Andrew Hartig wrote:
> Rob (et al):
> 
> OMG - I can't believe that Rob's recordings aren't listed! For public 
> record, Rob HAS been a long time visitor and supporter. I KNOW those 
> recordings were listed -- I must have lost a page update when my laptop died.
> 
> Anyhow, Rob's recordings are great [no, I'm not getting paid to state this 
> :-) ]. I will be sure that they get listed shortly.
> 
> Rob brings up an interesting point: The cittern page started off as 
> "Renaissance," but there are obviously other interesting avenues to pursue. 
> What would others like to see the page include? I don't feel at all that 
> the Scottish cittern music of the 1650s is any more out of place than 
> Playford's publications of 1666.
> 

Having read my way through a huge volume about madrigals which dealt 
with what 'renaissance' really meant I'd say that Scottish 17th c 
cittern music probably isn't too 'late' for renaissance... because if 
anything it probably reflects much what folk had done with 
cittern-things before the renaissance, during the renaissance, and after 
the renaissance.

The cittern outburst on Rob's 'Flowers of the Forest' could almost be a 
McGuinn 12-string or Nashville tuning rythm guitar - sort of proving 
that taste for bright, airy, rythmic sound is enduring and permanent. 
Byrd to Byrds, no big problem. But it could also equally well be a bit 
of the slightly over-the-top music which Mary Queen of Scots indulged in 
whenever she struck camp with her retinue a century earlier (her habit 
of holding personal rock concerts constantly got her into trouble).

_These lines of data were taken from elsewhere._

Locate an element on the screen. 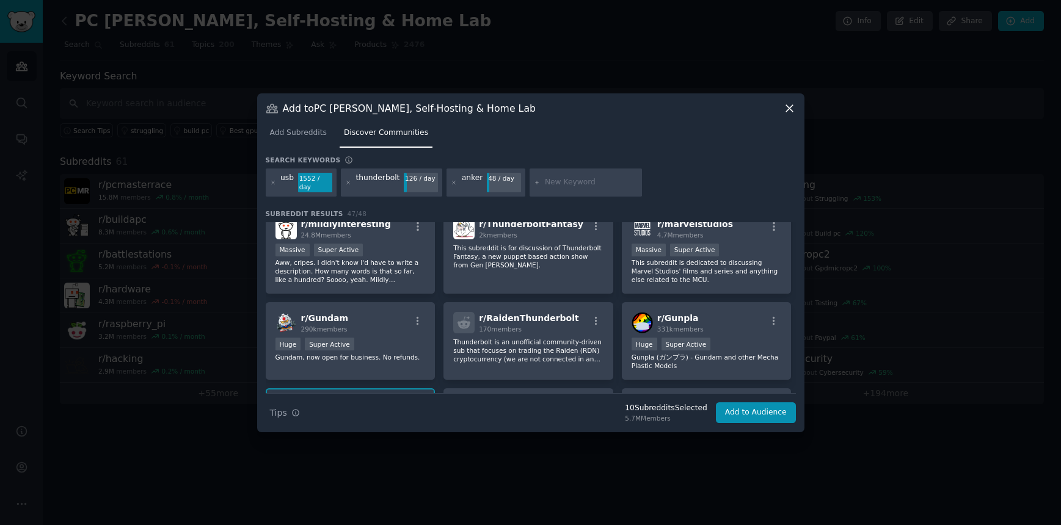 The width and height of the screenshot is (1061, 525). span: 24.8M members is located at coordinates (326, 235). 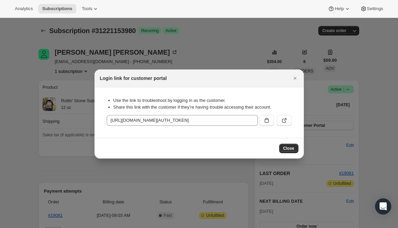 What do you see at coordinates (339, 9) in the screenshot?
I see `span: Help` at bounding box center [339, 9].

This Scottish music is often dismissed by academic classical musicians 
as being of no interest or merit, partly because they don't know 
Scottish music but mainly because it is not complex and rarely covers 
dozens of pages (or even bars...). To sound good it has to be played 
with a combination of precision and feeling, and with exactly the right 
kind of ornaments (and variations) which Rob manages to extrapolate from 
both baroque-classical technique and the continuing traditions of 
Scottish music. Most players have only been exposed to the former.

We should all remember that in the centuries involved, most people who 
could afford a cittern were permanently drunk and probably didn't know 
what century it was anyway. Even lute players would probably have failed 
a breathalyser test 12 hours of the day. We have a lot to live up to.